Football season is wending its way toward the climatic end of the season, and across our country passions are running high.
A little too high.
In San Bernadino, Calif., a paratrooper is laid up in the hospital, paralyzed, after being shot in the back at his welcome home party. Christopher Sullivan was allegedly shot by Reuben Jurtado after Sullivan intervened in a fight between Jurtado and Sullivan’s 16-year-old brother. What were Jurtado and the younger Sullivan fighting about? Apparently who’s favorite football team was best.
Meanwhile, in Appleton, Wis., a 36-year-old mom and Green Bay Packers fan twice strangled her 11-year-old daughter while watching the Packers blow their shot at a perfect season by losing to the Kansas City Chiefs on Dec. 18. The woman’s husband said she also threw her dinner on the floor, broke a lamp and attempted to punch him in the face because she was upset about the game.
As a Packers’ fan let me just say that while losing to the Chiefs was disappointing, there’s nothing that’s ever happened that would make it right to strangle your kid or anyone else. Hope that’s not too profound for anyone. Just in case, it is, let’s try this little exercise. Take a breath, all together now, and say, “It’s just a game.”
But maybe I am missing something. An 11-year hitch as a sports writer, and 30-plus years in journalism, does create a different point of view. I understand the passion and the excitement without getting swept up in it.
OK, without getting completely swept up in it. …
OK, without getting dangerously, strangle-ready swept up in it.
Coach Granny
I’m a huge fan of sports. I’ve enjoyed playing, watching, coaching and even (for awhile, way back in the past) officiating various games, and in the heat of the moment have done lots of crazy things.

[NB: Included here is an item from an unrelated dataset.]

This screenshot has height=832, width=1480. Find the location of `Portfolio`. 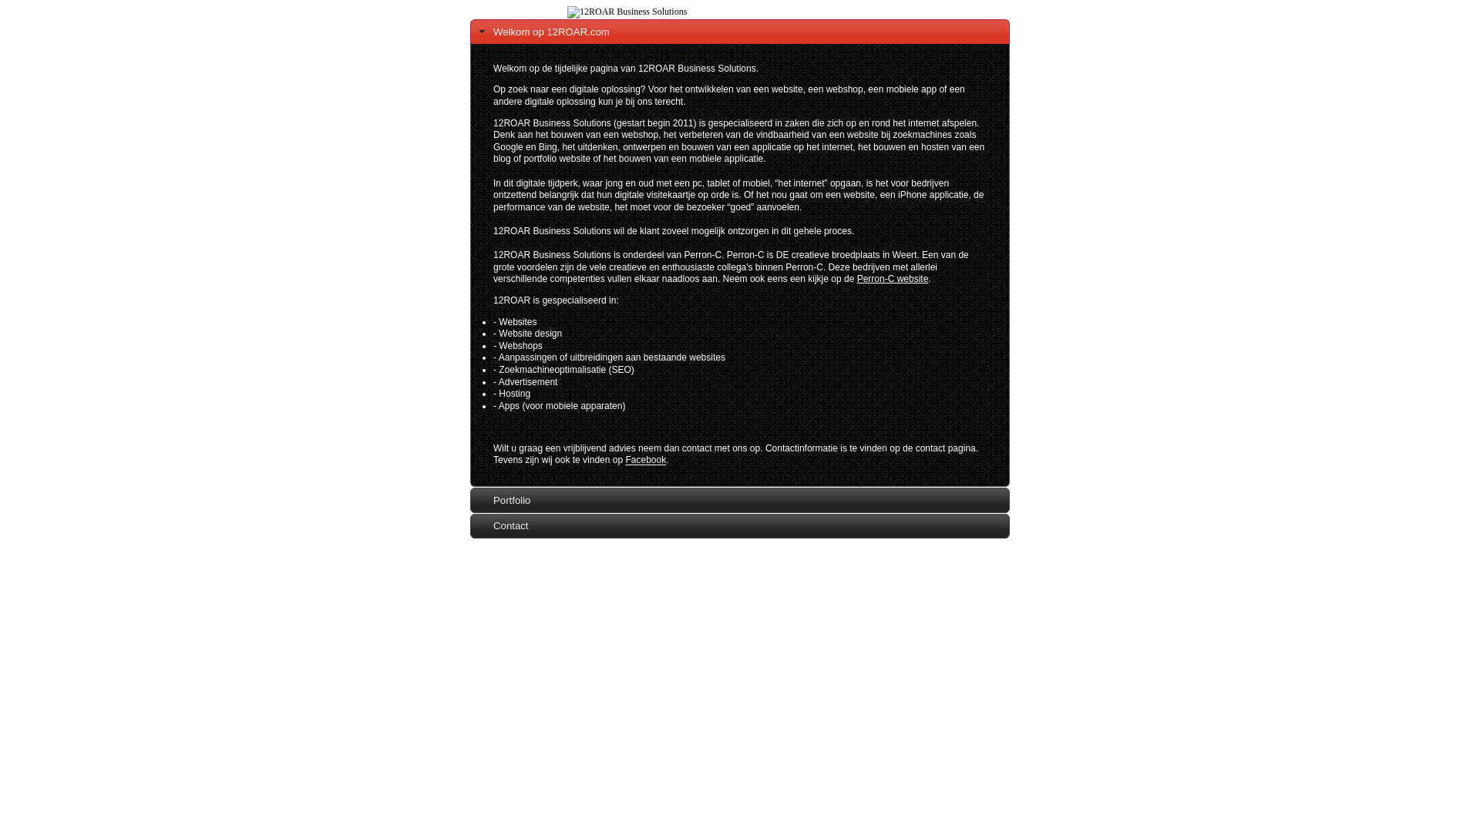

Portfolio is located at coordinates (740, 500).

In a church league softball game I deliberately tried to hit a Baptist preacher/pitcher with a line drive (just missed). As a the coach of a bunch of 9- and 10-year-old baseball players I used a loophole in the rule book to acquire a player for my time by claiming his grandmother as an assistant coach. Granny wasn’t much of a coach, but the way her son could throw and hit, she didn’t need to be.
In a high school football game, I jumped offside on the game’s first play and delivered a hard and illegal blow to future NFL lineman (it was the coach’s idea, our entire defense jumped, just so we could get the first lick in). Not a good idea as it turned out, but it did get our “blood up.” So …
… So, this is not a lot of fun to write, because the conclusion is obvious: we take sports too seriously, and I don’t really like that verdict. But you have to go where the trail leads.
The fruits of our obsession are manifested in outbreaks of foolish violence, but also in the power and position we have allowed sports and sports stars to assume. I’m not talking about the Charles Barkley role model debate. I’m just thinking about several thousand 20-somethings who are multi-millionaires for no real good reason, or all the colleges who had sold their souls to the athletic devil, or the cities who’s future is literally mortgaged to the fortunes of some professional sports team.
It’s impossible to think about this topic and not wind up writing about Penn State, where, it can safely be argued, the grandeur of the football program played a role in ruining the lives of 9 or 10 (the figure continues to grow) young boys. Might as well throw in Syracuse while we’re there. It’s basketball, but same idea.
Same as it ever was
Some may see this as a modern assault, brought on by the accelerating flow of cash into the sporting world. And there is truth to that. Gigantic stadiums and TV contracts bigger than Belgium’s GDP do create a platform for unseemly actions. But with sports in America, thus has it ever been.
College football was viewed as a menace to society right from the start, and the violence that accompanied the game during its formative years nearly led to its extinction.
Much of that action was played out in the north, where the big-time game really began, but we hot-blooded southerners played our role, too. The Auburn-Alabama game was called off for 40 years after a riot following the 1907 game spilled over into the streets of Birmingham, and here in the Palmetto State, Clemson cadets (it was once an all-military school) brandished swords and bayonets against a throng of South Carolina fans equipped with firearms following the 1902 football game. The standoff, which involved hundreds of students in downtown Columbia, occurred two days after the Gamecocks’ 12-6 upset victory, and was triggered by ongoing USC (then South Carolina College) taunts. This being a little before facebook and twitter, the taunting manifested itself through holiday parade paraphernalia. South Carolina students carried a large “transparency” of a triumphant Gamecock crowing atop a subdued Tiger. The Clemson cadets attached swatches of garnet and black to their shoes, the better to drag their opponent’s colors through the dirt.
The armed altercation occurred after the parade, on the grounds of the nascent South Carolina College. Real bloodshed seemed likely, but coaches and other authorities intervened before a trigger could be pulled and the game’s first shotgun attack unleashed.
One hundred or so years later, the stories are different, the sentiments are unchanged.
It’s not just a game to many, but it should be.